A new Apple ad posted to YouTube on Thursday focuses on the company's worldwide effort to preserve and manage forestland, itself part of a wider goal to achieve a net-zero impact on the world's supply of virgin fiber.

Arriving three months late, the Earth Day ad traces the origins of Apple's forestry program back to a dinner VP of Hardware Engineering Kate Bergeron hosted for a group of female senior executives in 2013. Present at the meet-up was VP of Environment, Policy, and Social Initiatives Lisa Jackson, who at the time was one month into her tenure.

"We were drinking wine and Kate said, 'We should just buy a forest,'" said V.Y. Chow, data and environmental scientist at Apple.

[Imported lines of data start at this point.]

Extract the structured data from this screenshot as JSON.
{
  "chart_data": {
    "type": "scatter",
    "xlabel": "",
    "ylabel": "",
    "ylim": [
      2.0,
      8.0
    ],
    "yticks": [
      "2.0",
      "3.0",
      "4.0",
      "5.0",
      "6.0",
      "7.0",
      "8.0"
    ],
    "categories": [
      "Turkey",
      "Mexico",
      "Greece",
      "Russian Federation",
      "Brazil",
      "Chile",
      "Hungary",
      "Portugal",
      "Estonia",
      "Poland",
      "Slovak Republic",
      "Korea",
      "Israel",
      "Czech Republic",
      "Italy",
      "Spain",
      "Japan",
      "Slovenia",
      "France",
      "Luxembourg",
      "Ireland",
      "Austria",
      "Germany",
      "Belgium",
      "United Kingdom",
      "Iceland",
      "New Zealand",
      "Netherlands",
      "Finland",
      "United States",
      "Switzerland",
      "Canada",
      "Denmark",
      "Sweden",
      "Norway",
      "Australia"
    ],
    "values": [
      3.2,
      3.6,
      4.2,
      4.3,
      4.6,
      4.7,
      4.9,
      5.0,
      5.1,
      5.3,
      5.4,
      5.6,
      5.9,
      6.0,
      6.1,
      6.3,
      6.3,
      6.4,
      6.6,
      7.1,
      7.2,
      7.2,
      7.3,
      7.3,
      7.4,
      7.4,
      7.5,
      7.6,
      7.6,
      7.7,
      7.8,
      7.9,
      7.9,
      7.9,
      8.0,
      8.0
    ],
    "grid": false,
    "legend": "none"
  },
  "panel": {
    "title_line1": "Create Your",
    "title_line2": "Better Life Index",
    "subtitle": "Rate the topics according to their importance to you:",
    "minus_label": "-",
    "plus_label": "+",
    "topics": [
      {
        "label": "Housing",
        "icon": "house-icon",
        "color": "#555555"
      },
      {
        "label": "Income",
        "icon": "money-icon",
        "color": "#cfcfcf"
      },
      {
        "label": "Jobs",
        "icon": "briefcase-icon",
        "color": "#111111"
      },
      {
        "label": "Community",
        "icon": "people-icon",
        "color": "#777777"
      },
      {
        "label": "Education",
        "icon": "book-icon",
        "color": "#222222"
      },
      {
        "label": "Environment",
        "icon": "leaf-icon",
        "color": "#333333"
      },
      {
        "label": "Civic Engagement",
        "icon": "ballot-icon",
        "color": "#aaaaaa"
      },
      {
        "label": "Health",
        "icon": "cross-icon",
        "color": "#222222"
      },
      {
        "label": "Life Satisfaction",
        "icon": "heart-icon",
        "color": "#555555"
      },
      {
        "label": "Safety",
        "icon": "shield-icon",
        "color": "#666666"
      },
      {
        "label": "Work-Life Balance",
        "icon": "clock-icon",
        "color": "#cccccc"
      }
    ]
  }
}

The off-the-cuff remark led to an investigation of Apple's impact on the world's forests. Thanks to its wildly popular product lines, Apple consumes a huge amount of virgin fiber, most of which goes into packaging.

The aim shifted from buying a forest to preserving the resources Apple uses in its paper products. In 2015, the company took first steps toward that goal with the preservation of more than 36,000 acres of forestland in Maine and North Carolina. A month later, the green initiative was expanded with the creation of one million acres of responsibly managed forests in China.

"At this point over 99 percent of the papers and fibers we use are responsibly sourced or recycled," said Connie Yang, who works in packaging product design at Apple.

Apple hopes to reach one million acres of responsibly managed forestland by 2020.

Today's ad was accomplished in a whimsical hand-drawn style identical to Apple's Earth Day series of videos that debuted in April. Those ads highlighted various internal initiatives designed to help mitigate Apple's impact on the environment, from the production of artificial sweat to keeping yaks on solar farms. A separate Earth Day 2017 video threw a spotlight on Liam, a specially designed robotic arm that disassembles iPhones and other gadgets into their component parts for recovery and recycling.